Took another stab at hoagie rolls today.  I think I have the recipe down, the real trick is in getting all the rolls the same size.  The recipe is pretty simple:

4-1/4 c flour

1-1/2 c water

1 T yeast

1 T sugar

1/2 T salt

1/8 c oil

Most recipes I read want you to mix the sugar and the yeast in a half cup of water and let it work for five minutes or so, I never do.  I dump everything into the bowl of my stand mixer and let it work.  I do drizzle the oil in as it starts to come together.  I let the machine work the dough for 7 or 8 minutes and then turn it out into a greased bowl to rise, covered with plastic, for 40-45 minutes.

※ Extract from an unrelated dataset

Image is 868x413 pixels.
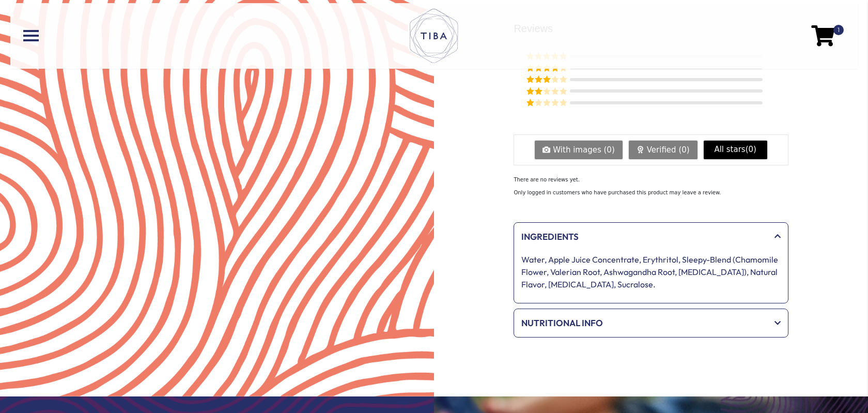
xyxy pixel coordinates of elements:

I weighed the dough this time, and then divided by 9-that’s how much room I had on my perforated baguette pan with the three sections.  I wanted about 110 grams per piece.  I rolled the whole thing into a log and stretched and nudged until it was as long as 9 squares on my plastic dough mat.  I cut on the line and weighed the piece and was rewarded with a reading of 113 grams.  About as close as I could have hoped.  I quickly chopped the remainder into equal parts, rolled them into rough ovals, and set them all on the tray.  Slash the tops and brush with egg white, bake at 400 for about 14-15 minutes.

Deep Fryer-Gadget Post

I decided to finally get a counter top deep fryer the other day.  I think it was the breaded onion rings that tipped me into it.  I did some research on line and came across this one.  It was rated as the best by one of the online groups and the reviews I read didn’t contradict that assessment.  After a couple of frying sessions with it I’m comfortable recommending it.  I doesn’t hold a lot but if you use the oven as a warmer you can get around that.  Large families may want to look for more capacity

Unlike every other fryer I’ve seen, this one has a tilted, revolving, basket.  The well holds about half the usual amount of oil and the revolving basket dips only a portion of the food into the oil at a time.  Because the basket and the well are tilted, the oil covers the food only at the bottom of the circle.  It seems to work well.

Tonight we had an all fried dinner-shrimp breaded with panko, onion rings breaded with some stale bread crumbs, and broccoli tempura.  Everything came out nicely and the big baking sheet with wire rack was perfect at keeping everything warm in a 200 degree oven.